We were then able to compare estimated ergo consumption with data on each country’s death rate from common neurological diseases, including Alzheimer’s disease, dementia, Parkinson’s disease, and multiple sclerosis. We found, in each case, a decline in mortality rates with increasing estimated ergo consumption. Of course, one cannot assume a causal relationship from such exercise, but it supports our hypothesis that it might be possible to decrease the incidence of neurological diseases by increasing the consumption of mushrooms.

If you don’t eat mushrooms, how do you get your ergo? Apparently, ergo enters the food chain other than through the consumption of fungi via soil fungi. The fungi therefore spread to plants grown in the soil and then to animals that eat the plants. It therefore depends on healthy fungal populations in agricultural soils.
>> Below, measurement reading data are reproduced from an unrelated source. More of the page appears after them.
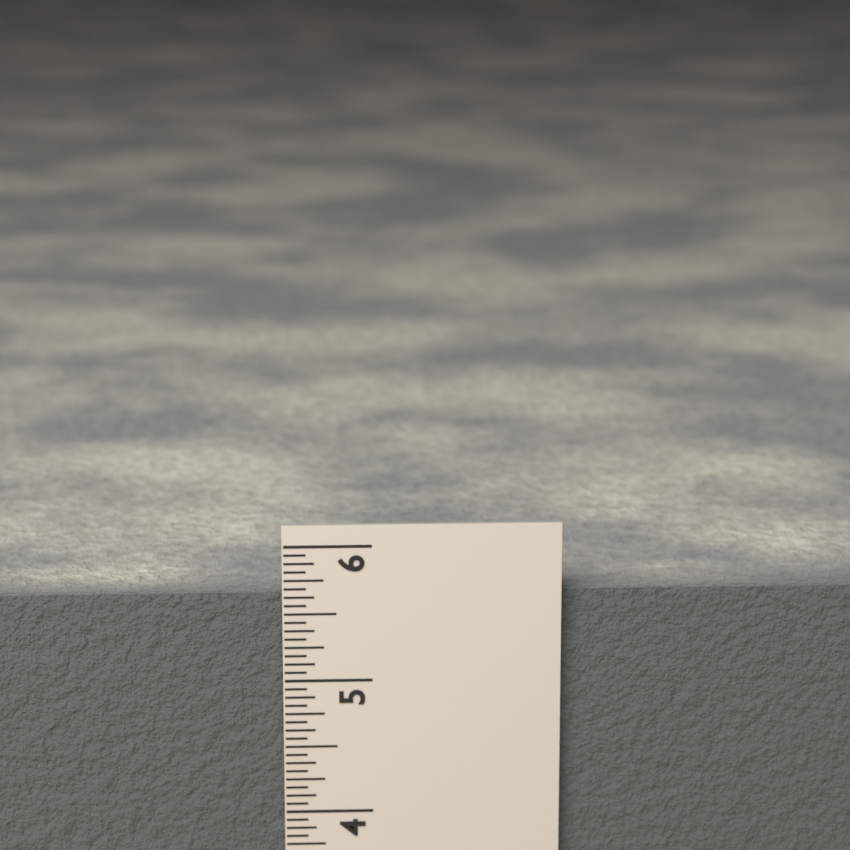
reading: 5.6250 in
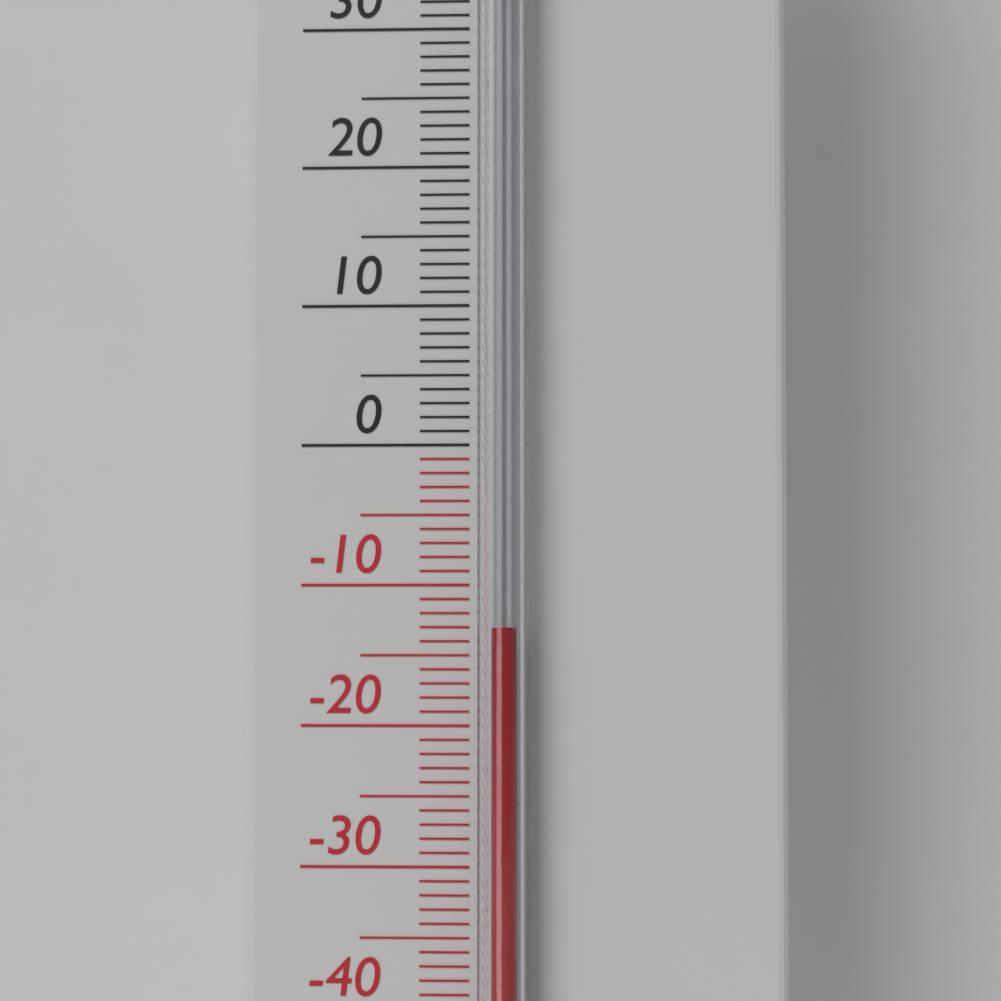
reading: -13 °C
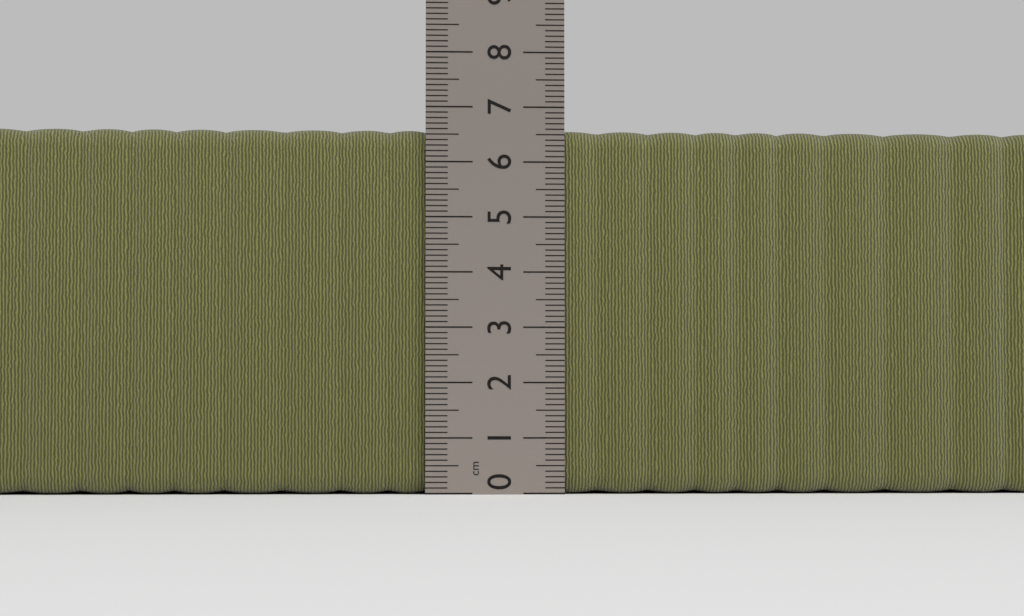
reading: 6.6 cm
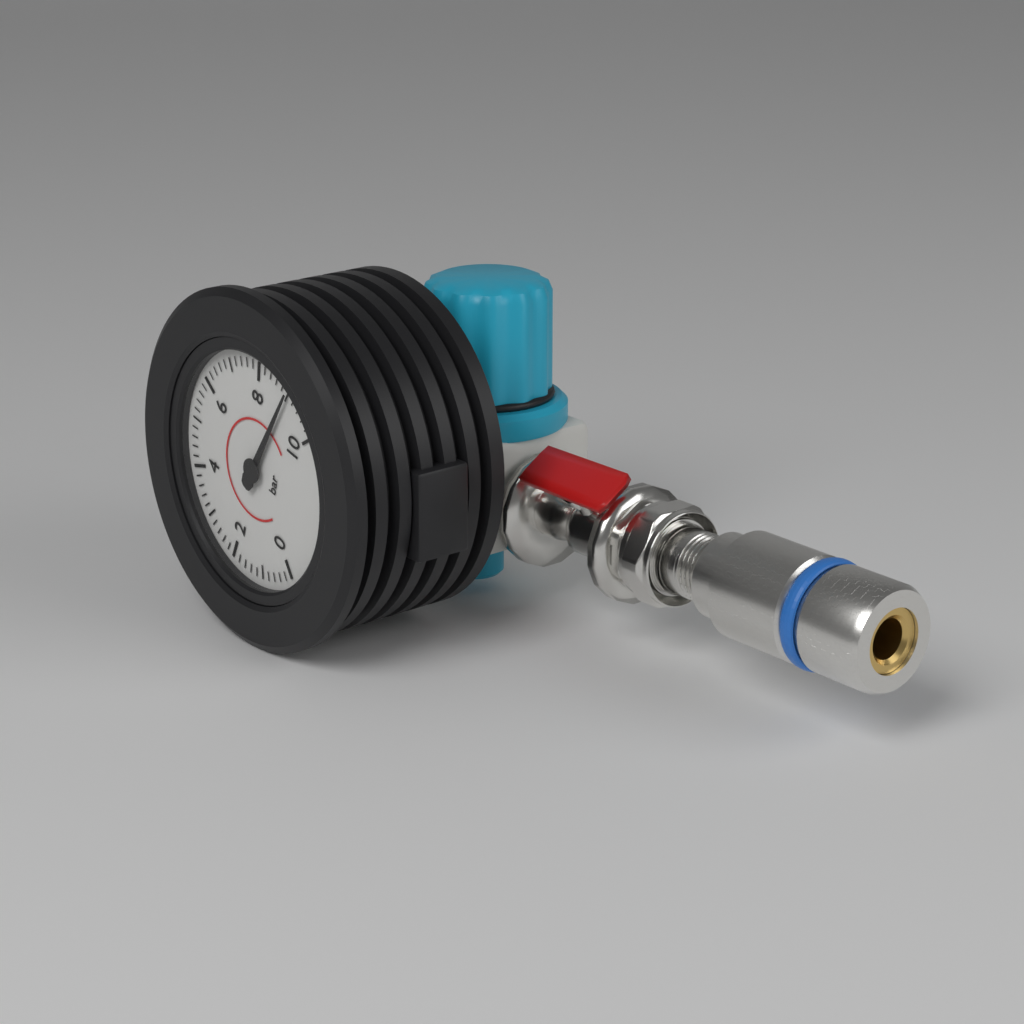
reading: 9.0 bar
This led us to wonder if ergo levels in the American diet could be affected by modern agricultural practices that may reduce fungal populations in soils. We have started a collaboration with scientists from Rodale Institute, who are leaders in the study of regenerative organic farming methods, to examine this. Preliminary experiments with oats have shown that farming practices that do not require tillage result in significantly higher levels of ergo in oats than with conventional practices, where tillage disrupts fungal populations. .

In 1928 Alexander Fleming accidentally discovered penicillin produced from a fungal contaminant in a petri dish. This discovery was instrumental in starting a medical revolution that saved countless lives from bacterial infections. Perhaps the mushrooms will be the key to a more subtle, but no less important revolution, thanks to the ergo produced by the mushrooms. Perhaps then we can respond to Hippocrates’ exhortation to “let food be your medicine”.